Wednesday, April 24, 2013

The Home Beautiful: The Burges Washstand, 1879



Washstand
William Burges, 1879
This and all related images from the Victoria & Albert Museum


Celebrated designer William Burges (1827-1881) vehemently disliked the style of Georgian furniture of the Eighteenth and early Nineteenth Centuries.  As a designer, he sought only to introduce what he considered a more appealing style.  This washstand, designed by Burges, typifies his ideals.

The piece has been brightly painted and employs rich materials, complex fittings and references to literature and myth.  Despite the fanciful nature of the design, the washstand was perfectly functional with a water tank with a tap in the upper castellated section.  It is fitted with a marble basin which has been inlaid with silver fish motifs.  The basin is fitted with a tap in the form of a bronze animal and it swivels so that the dirty water can be tipped into a bucket in the cupboard below.

Burges called “The Tower House,” in Melbury Road, London, his home from 1878 until his death in 1881.  Always eager to surround himself with his preferred style, Burges designed every aspect of the house himself—with a façade in the Reformed Gothic style, and an interior which was decorated in the most elaborate fashion. He made this washstand specifically for the Guest Chamber, of which a visitor wrote, “The whole chamber is like an ancient shrine or reliquary.”

Not only was William Burges an architect and designer of furniture, he put his creative energies to metalwork and jewelry. He famously worked on Cardiff Castle and Castell Coch, near Cardiff, in Wales.  He had a peculiar personal life—devoted to the study of medieval art and the collection of armor. He was described by the wife of a patron as “ugly Burges who designs lovely things.”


Instructions to follow:
Look through the data for the string "Todos". Copy every line where it is found.

Source data:
· · · ·

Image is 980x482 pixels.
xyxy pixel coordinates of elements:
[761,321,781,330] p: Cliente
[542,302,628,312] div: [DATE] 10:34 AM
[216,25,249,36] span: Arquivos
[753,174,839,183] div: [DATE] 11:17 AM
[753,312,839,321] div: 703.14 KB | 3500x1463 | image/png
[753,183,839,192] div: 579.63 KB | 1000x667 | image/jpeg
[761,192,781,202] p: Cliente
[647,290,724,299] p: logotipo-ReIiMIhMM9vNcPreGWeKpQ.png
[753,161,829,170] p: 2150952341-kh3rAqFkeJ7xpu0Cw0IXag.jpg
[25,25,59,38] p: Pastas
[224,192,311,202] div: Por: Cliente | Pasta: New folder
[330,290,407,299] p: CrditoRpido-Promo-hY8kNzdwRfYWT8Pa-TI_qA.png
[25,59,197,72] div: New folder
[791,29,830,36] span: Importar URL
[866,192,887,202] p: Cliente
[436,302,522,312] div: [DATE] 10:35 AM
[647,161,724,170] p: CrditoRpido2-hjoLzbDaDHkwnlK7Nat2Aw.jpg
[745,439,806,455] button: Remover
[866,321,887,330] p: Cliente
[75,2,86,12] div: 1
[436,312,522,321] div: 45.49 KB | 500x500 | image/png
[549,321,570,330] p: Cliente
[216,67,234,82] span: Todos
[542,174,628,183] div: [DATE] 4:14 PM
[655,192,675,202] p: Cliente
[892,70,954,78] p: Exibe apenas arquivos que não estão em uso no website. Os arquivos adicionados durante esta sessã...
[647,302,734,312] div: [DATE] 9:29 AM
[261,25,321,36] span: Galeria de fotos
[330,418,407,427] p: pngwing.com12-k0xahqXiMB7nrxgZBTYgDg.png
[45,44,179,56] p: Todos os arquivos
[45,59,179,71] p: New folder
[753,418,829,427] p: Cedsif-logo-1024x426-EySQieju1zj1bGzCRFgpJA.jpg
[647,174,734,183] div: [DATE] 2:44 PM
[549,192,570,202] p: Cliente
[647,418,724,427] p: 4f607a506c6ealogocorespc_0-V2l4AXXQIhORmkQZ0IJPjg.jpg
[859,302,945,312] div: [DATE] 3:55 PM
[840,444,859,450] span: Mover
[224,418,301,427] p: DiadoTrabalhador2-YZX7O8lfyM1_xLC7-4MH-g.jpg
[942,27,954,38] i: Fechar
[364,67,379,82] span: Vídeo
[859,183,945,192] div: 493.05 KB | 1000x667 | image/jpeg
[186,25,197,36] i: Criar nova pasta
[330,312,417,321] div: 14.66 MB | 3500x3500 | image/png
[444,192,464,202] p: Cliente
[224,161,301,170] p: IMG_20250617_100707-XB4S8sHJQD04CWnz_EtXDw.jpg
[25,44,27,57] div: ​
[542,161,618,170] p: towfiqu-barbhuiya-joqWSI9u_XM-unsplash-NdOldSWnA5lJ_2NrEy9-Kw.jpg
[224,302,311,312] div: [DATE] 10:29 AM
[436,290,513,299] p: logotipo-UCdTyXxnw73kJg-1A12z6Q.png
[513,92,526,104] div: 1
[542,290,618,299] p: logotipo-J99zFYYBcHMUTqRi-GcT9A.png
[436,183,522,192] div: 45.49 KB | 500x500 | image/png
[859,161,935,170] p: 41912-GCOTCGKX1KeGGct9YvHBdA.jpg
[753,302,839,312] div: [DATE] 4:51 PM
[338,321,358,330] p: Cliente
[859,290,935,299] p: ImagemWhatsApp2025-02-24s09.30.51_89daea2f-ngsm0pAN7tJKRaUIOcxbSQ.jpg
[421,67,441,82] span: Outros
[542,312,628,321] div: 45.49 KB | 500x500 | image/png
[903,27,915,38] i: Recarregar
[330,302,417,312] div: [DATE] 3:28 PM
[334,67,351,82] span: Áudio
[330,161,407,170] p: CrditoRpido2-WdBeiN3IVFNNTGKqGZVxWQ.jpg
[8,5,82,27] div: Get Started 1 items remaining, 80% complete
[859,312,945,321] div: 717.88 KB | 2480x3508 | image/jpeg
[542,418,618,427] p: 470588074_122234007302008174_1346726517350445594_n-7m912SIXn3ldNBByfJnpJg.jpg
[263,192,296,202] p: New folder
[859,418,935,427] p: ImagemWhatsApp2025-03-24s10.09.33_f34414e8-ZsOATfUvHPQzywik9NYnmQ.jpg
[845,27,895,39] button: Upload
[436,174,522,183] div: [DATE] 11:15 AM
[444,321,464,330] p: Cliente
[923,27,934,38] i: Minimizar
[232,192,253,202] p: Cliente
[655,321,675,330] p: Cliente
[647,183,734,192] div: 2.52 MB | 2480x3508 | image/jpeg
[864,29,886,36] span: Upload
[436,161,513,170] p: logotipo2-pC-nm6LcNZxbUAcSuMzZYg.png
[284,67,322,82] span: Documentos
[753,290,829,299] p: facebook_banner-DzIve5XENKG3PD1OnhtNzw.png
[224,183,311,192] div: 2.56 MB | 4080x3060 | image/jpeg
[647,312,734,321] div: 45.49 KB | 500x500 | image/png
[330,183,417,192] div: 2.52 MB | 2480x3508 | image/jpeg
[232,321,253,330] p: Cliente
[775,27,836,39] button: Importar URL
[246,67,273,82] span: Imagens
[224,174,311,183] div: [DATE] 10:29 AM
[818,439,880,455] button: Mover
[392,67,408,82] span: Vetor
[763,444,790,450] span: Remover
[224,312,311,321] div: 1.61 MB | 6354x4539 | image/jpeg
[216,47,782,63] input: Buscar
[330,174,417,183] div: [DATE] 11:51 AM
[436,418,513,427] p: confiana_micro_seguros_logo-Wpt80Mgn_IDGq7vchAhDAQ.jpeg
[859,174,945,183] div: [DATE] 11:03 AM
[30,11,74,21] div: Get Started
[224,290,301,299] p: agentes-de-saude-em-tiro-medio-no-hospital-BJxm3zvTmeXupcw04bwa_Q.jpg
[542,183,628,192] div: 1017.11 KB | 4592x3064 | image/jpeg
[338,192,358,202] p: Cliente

· · · ·

Answer to the exercise:
[216,67,234,82] span: Todos
[45,44,179,56] p: Todos os arquivos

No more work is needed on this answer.